Innovation, meanwhile, is extending beyond chemistry. Fabric construction, yarn structure, and the selection of materials all play a role in determining repellency. When brands work closely with suppliers to optimise these factors holistically, they can often recover or even exceed expected performance levels, albeit sometimes at a higher cost.
In short, the shift away from PFAS is not a straightforward substitution, but a systems-level redesign.
Avoiding regrettable substitution
As alternatives scale, a new risk emerges in the form of regrettable substitution. This involves replacing one harmful chemistry with another and, in doing so, creating unintended consequences, particularly when new substances are introduced without robust environmental and toxicological screening. The urgency to eliminate PFAS must not come at the expense of long-term safety.
This is not a simple challenge to solve. Robust screening takes time, data, and international coordination, and the pace of science and regulation are not always synchronised. Industry frameworks, such as GOTS, increasingly require more rigorous assessment of chemical inputs, weighing both environmental and human health impacts as part of its approval process. The goal is to shift the conversation from reactive substitution toward a more systemic approach to chemical safety.
Accountability drives change
Ultimately, eliminating PFAS depends on transparency. Brands cannot rely solely on downstream testing or supplier assurances. Instead, they must invest in traceability systems, robust chemical management frameworks and ongoing supplier engagement to understand where and how chemicals enter their products. This requires a shift in mindset, from reactive compliance to proactive due diligence.
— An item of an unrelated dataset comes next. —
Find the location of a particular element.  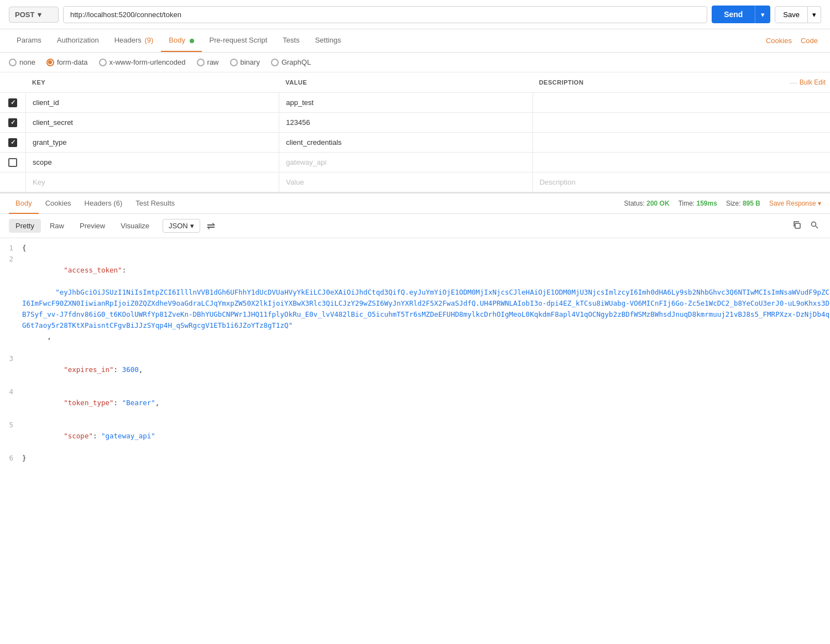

Encouragingly, this shift is already underway. Some certified supply chains have long prohibited PFAS, reflecting an early focus on chemical safety ahead of recent regulatory momentum. More recent updates to certification frameworks, such as GOTS 8.0, are placing greater emphasis on due diligence, testing and governance across the textile value chain.
For sourcing professionals, this creates both a challenge and an opportunity: to build supply chains that are not only compliant, but resilient, transparent and future-proof.
About the author:
Bükra Kalaycı currently serves as Responsible for Standard Development and Implementation (Ecology) at Global Standard. She is a textile engineer with a master’s degree in environmental sustainability. Her PhD research centres on circular systems within the textile supply chain.